Records for this task START

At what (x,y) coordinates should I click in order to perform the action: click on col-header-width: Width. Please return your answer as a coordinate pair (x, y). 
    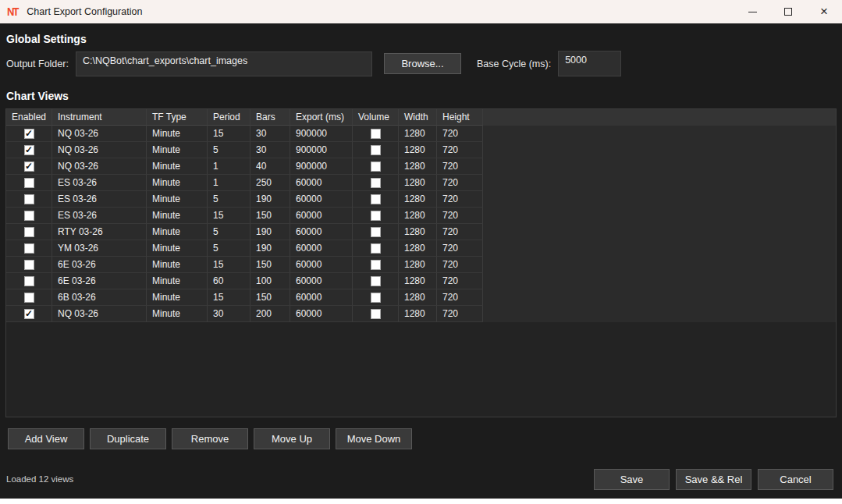
    Looking at the image, I should click on (418, 117).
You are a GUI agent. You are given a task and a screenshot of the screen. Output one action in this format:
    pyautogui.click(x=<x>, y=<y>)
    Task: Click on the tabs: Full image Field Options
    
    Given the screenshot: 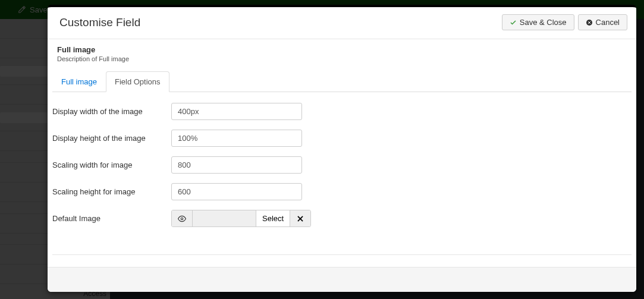 What is the action you would take?
    pyautogui.click(x=342, y=81)
    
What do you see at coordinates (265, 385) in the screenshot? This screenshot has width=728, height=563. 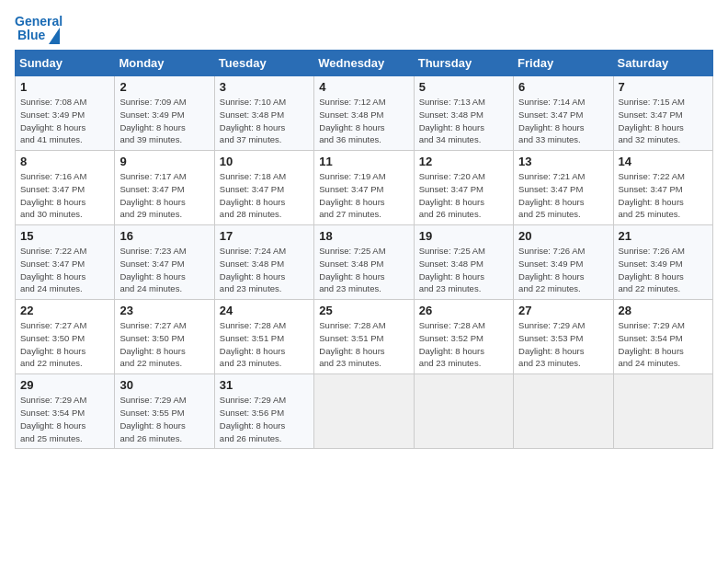 I see `day-number: 31` at bounding box center [265, 385].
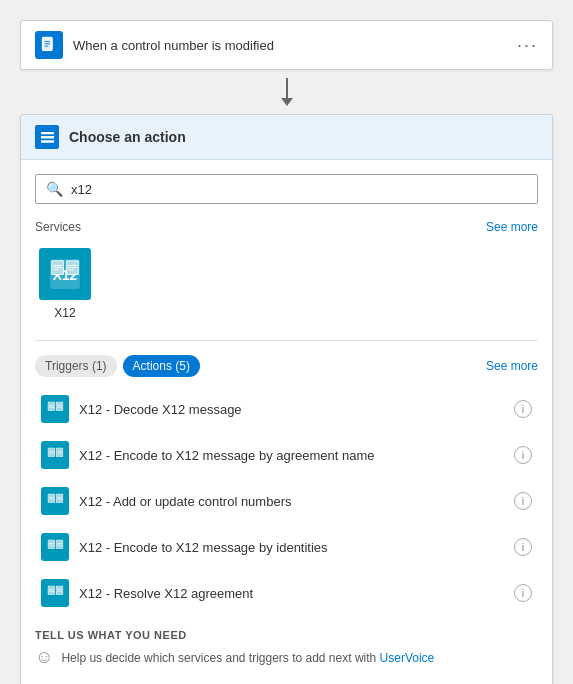  Describe the element at coordinates (286, 189) in the screenshot. I see `search-box: 🔍` at that location.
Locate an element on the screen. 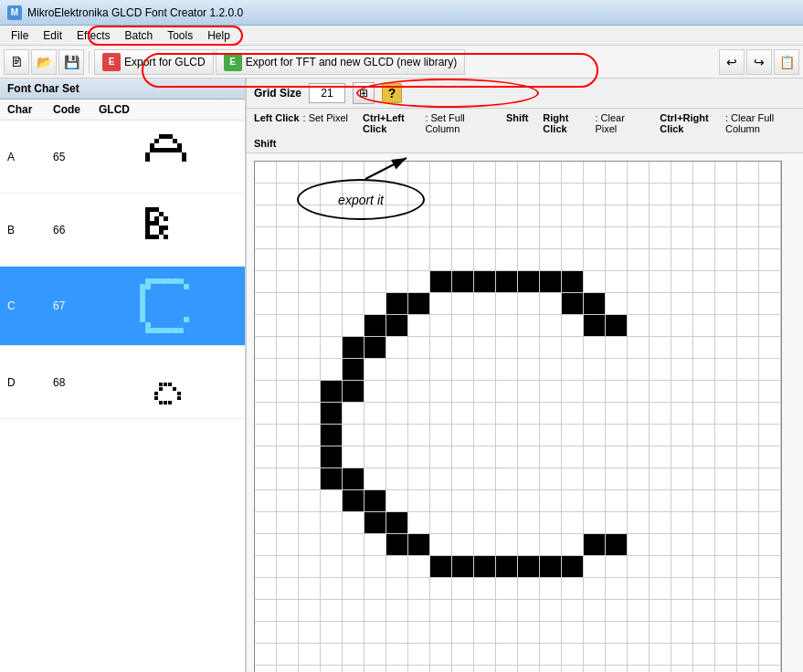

Records for this task END

§ **Exercise prompt**: From the first line of the records through the line containing "Task: Click on", please output exactly those lines and nothing more, leaving out the pictures.

§ **Solution for this problem**:
At what (x,y) coordinates should I click in order to perform the action: click on col-header-width: Width. Please return your answer as a coordinate pair (x, y). 
    Looking at the image, I should click on (418, 117).
You are a GUI agent. You are given a task and a screenshot of the screen. Output one action in this format:
    pyautogui.click(x=<x>, y=<y>)
    Task: Click on the tabs: Full image Field Options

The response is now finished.